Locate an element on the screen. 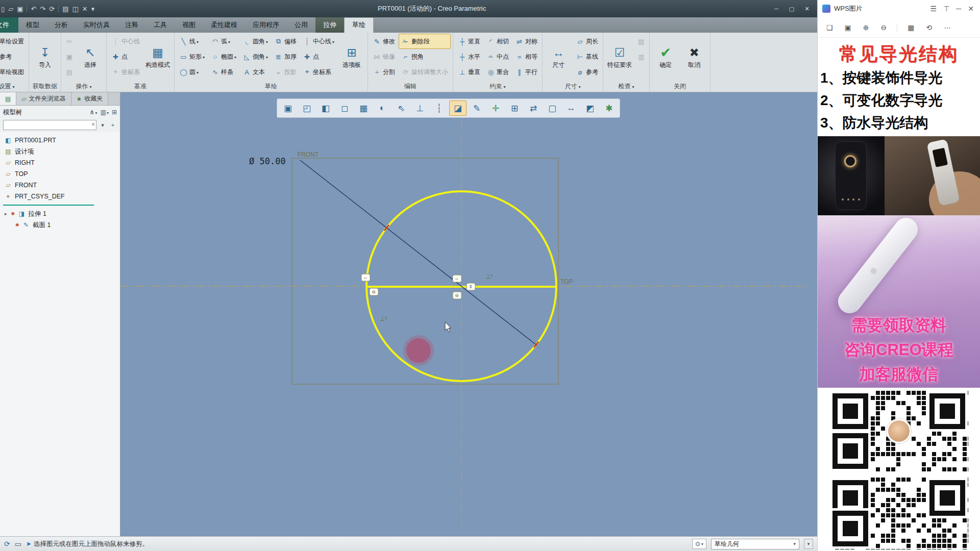  tab-model-tree: ▤ is located at coordinates (8, 99).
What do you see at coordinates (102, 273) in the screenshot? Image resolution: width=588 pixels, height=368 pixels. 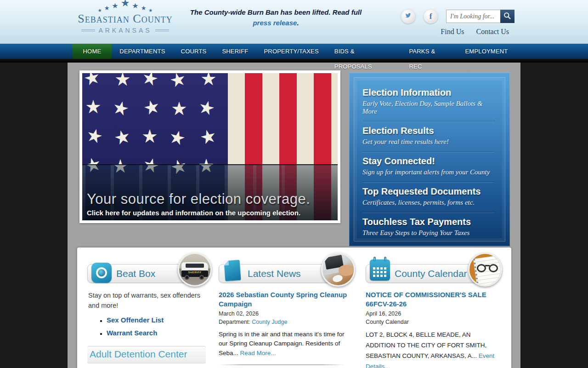 I see `beat-box-eye-icon` at bounding box center [102, 273].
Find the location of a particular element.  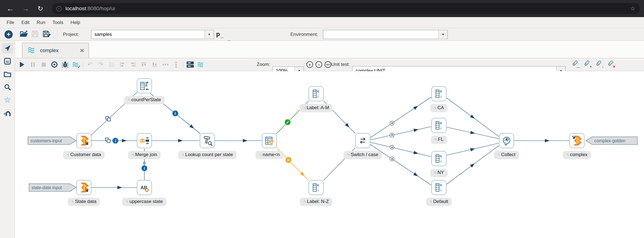

debug-pipeline-button is located at coordinates (65, 65).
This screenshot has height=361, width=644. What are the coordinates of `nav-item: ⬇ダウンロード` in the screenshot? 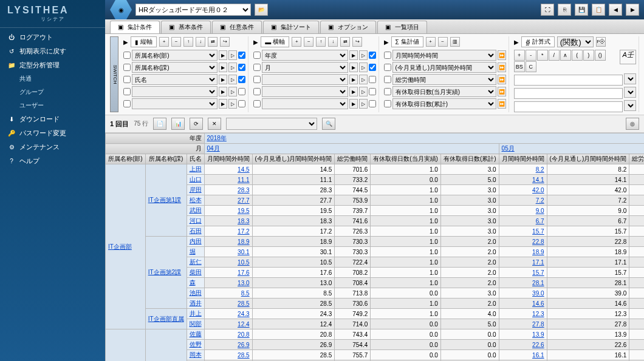 It's located at (52, 119).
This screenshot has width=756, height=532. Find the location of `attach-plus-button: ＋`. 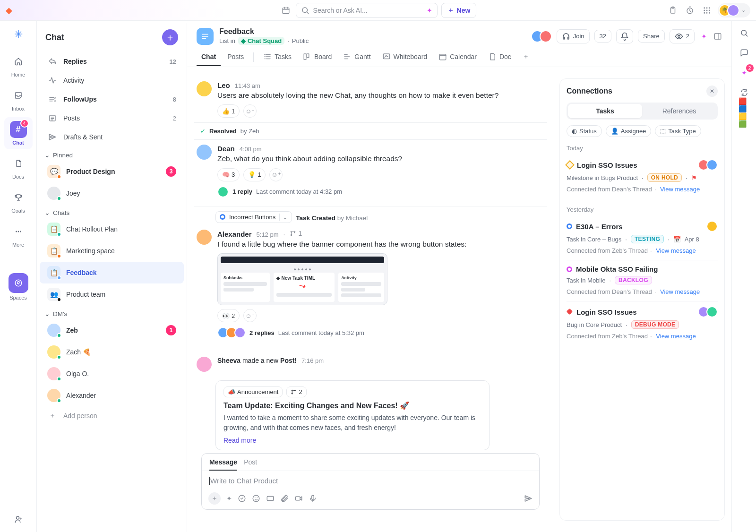

attach-plus-button: ＋ is located at coordinates (215, 498).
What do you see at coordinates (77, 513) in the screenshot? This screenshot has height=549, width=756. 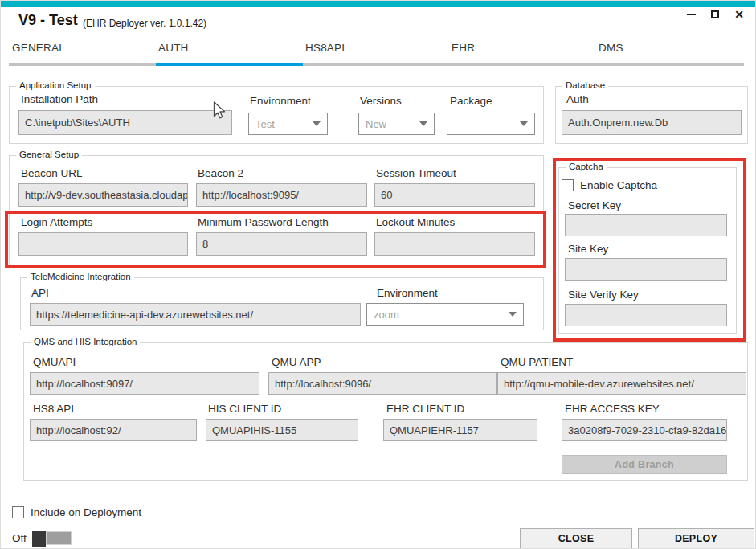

• _How to complete this task_: The copy should hold exactly the lines from the one containing "This screenshot has width=756, height=532." through the final line of the records above, both ends included, and no picture.

• _Finished exercise_:
This screenshot has width=756, height=532. Find the location of `attach-plus-button: ＋`. 

attach-plus-button: ＋ is located at coordinates (215, 498).
What do you see at coordinates (77, 513) in the screenshot? This screenshot has height=549, width=756. 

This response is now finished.